An education in mitochondrial diseases

As Gina continued to battle her symptoms, her parents met with and corresponded with dozens of physicians across the country trying to find out what was killing their daughter. They also added their name to the few mitochondrial registries available at the time.

“Like every parent, you want to know what this disease is, and once I identify it, I can work on curing it,” he says. “But we learned early on that the disease is so complicated, the science was so elementary, that it was not going to be easy to fight it. We needed to get more people interested. We started to look at that bigger picture and asked: How can we create a level of interest about this disease that so many know so little about?”

Mohan describes the journey since Gina became ill as an education he never wanted.

“When I started calling other people from around the United States, I tried to convince them not to be disease specific, that we’ve got to open up this umbrella and incorporate all of these mitochondrial diseases in order to increase our numbers, and get the attention of Congress, the National Institute of Health and other researchers. And that was difficult to do,” he says.

Mohan remembers meeting Falk a few years after he founded UMDF in 1996 and she was a Clinical Genetics resident at Rainbow Babies and Children’s Hospital at University Hospitals of Cleveland and Case Western Reserve University.

Mitochondrial medicine

More about mitochondrial disease

Mitochondrial disease occurs when dysfunctional mitochondria fail to produce enough energy for cells to function, affecting organ function in any body system.

“She was a firecracker then,” he says. “What was interesting was her energy and level of interest because back then, so many physicians and researchers would just shrug off mitochondrial disease because it wasn’t the popular disease.”

Today, Falk remains active with UMDF, continuing to serve as, she has for the past decade, on its Scientific and Medical Advisory Board. She recalls her first impressions of Chuck Mohan: “He was the unifying force in what became a global effort that gave legitimacy to physicians and scientists who wanted to focus their careers in understanding the many causes, and therapeutic opportunities, for the many disorders that may variably involve every organ but share in common an inability to properly make energy.”

Gina’s legacy

Gina and her mom

The Mohans often imagine where Gina would be now in life, at age 42.

“As strong as we have become along this never-ending journey of grief,” says Mohan. “We see every milestone reached by others as a memory that didn’t happen. Every time our son reached a milestone, or a neighbor, another child or classmate, that’s a reminder of a milestone that Gina would never reach. And that’s not only for us, that’s for every parent who has lost a child.”

In a letter he wrote marking the 25th anniversary of UMDF’s founding, Mohan noted Gina was now gone longer than she was with them.

“Not a day goes by that we’re not reminded of that loss,” he says. “Gina only lived 15 years, but those 15 years had such a phenomenal impact.”

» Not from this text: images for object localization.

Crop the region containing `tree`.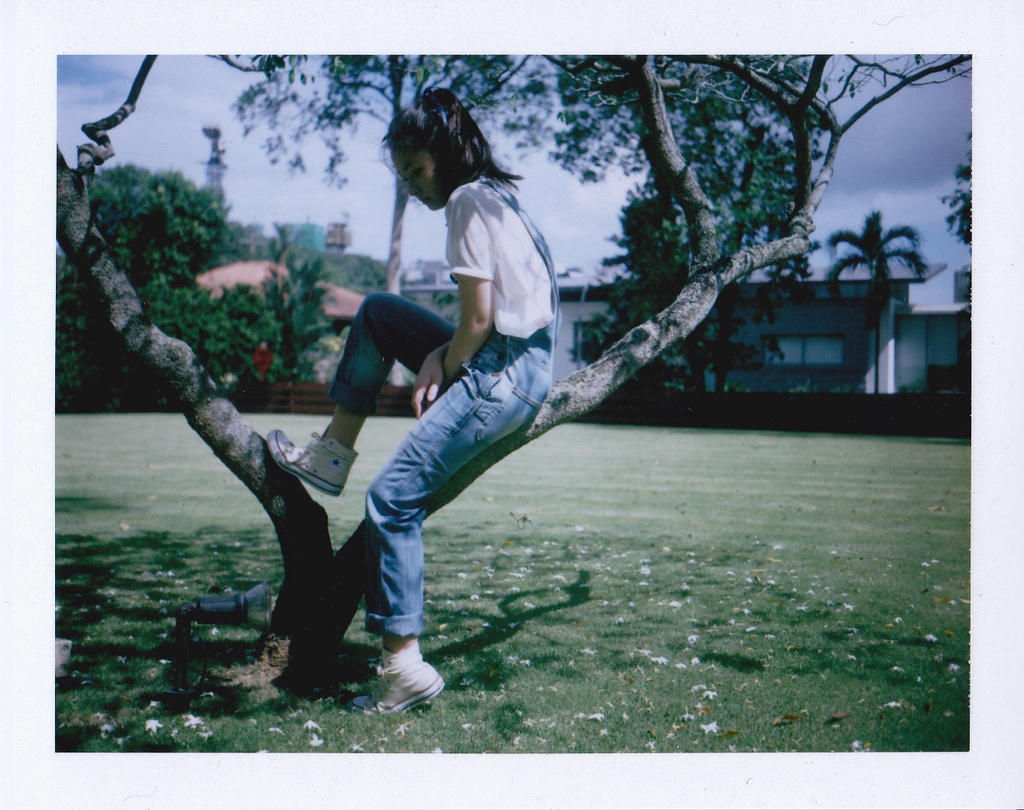
Crop region: bbox=[841, 215, 944, 372].
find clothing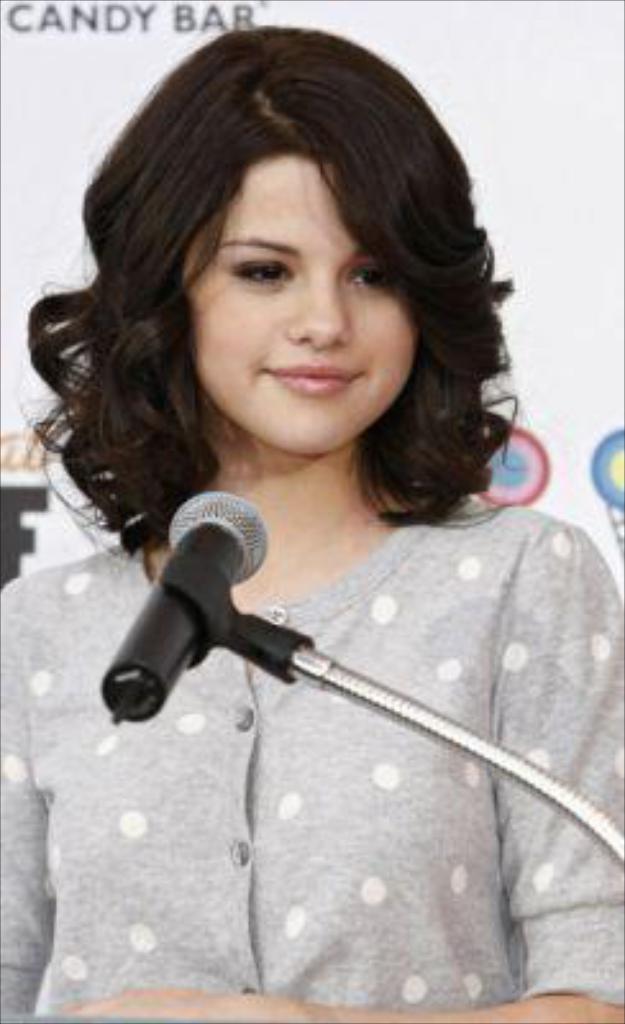
{"left": 0, "top": 481, "right": 622, "bottom": 1021}
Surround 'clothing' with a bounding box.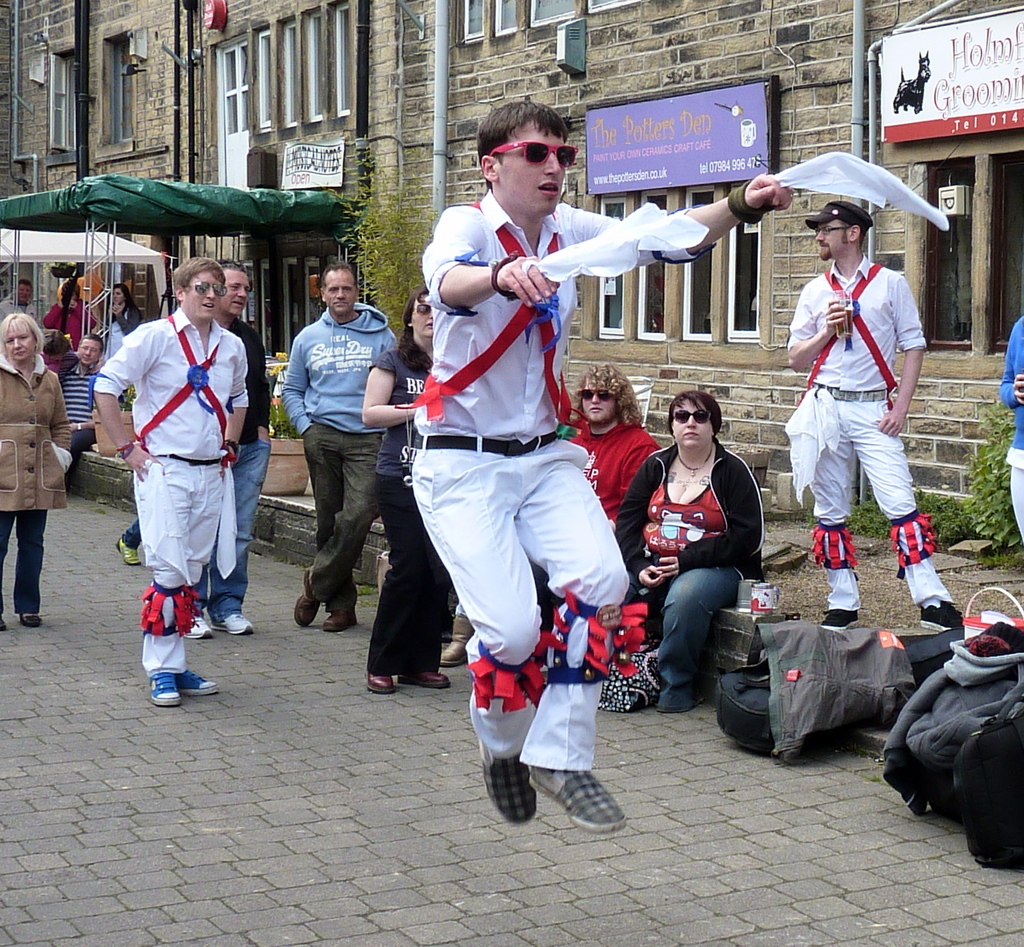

In allocating small grants that enable a researcher to establish a project and produce data that could lead to larger grants, UMDF seed grants have generated over $150 million toward mitochondrial disease research. CHOP researchers are among those who’ve received a UMDF grant, and the CHOP Mitochondrial Medicine Frontier Program continues to actively partner with UMDF to build initiatives to support genetic understanding, data resources and clinical research endeavors that directly benefit patients living with mitochondrial disease. UMDF has also promoted education for the diagnosis, treatment and cure of mitochondrial disorders and provided support to affected individuals and families.

“It all started with Gina,” says Mohan. “It was a result of us losing our daughter.”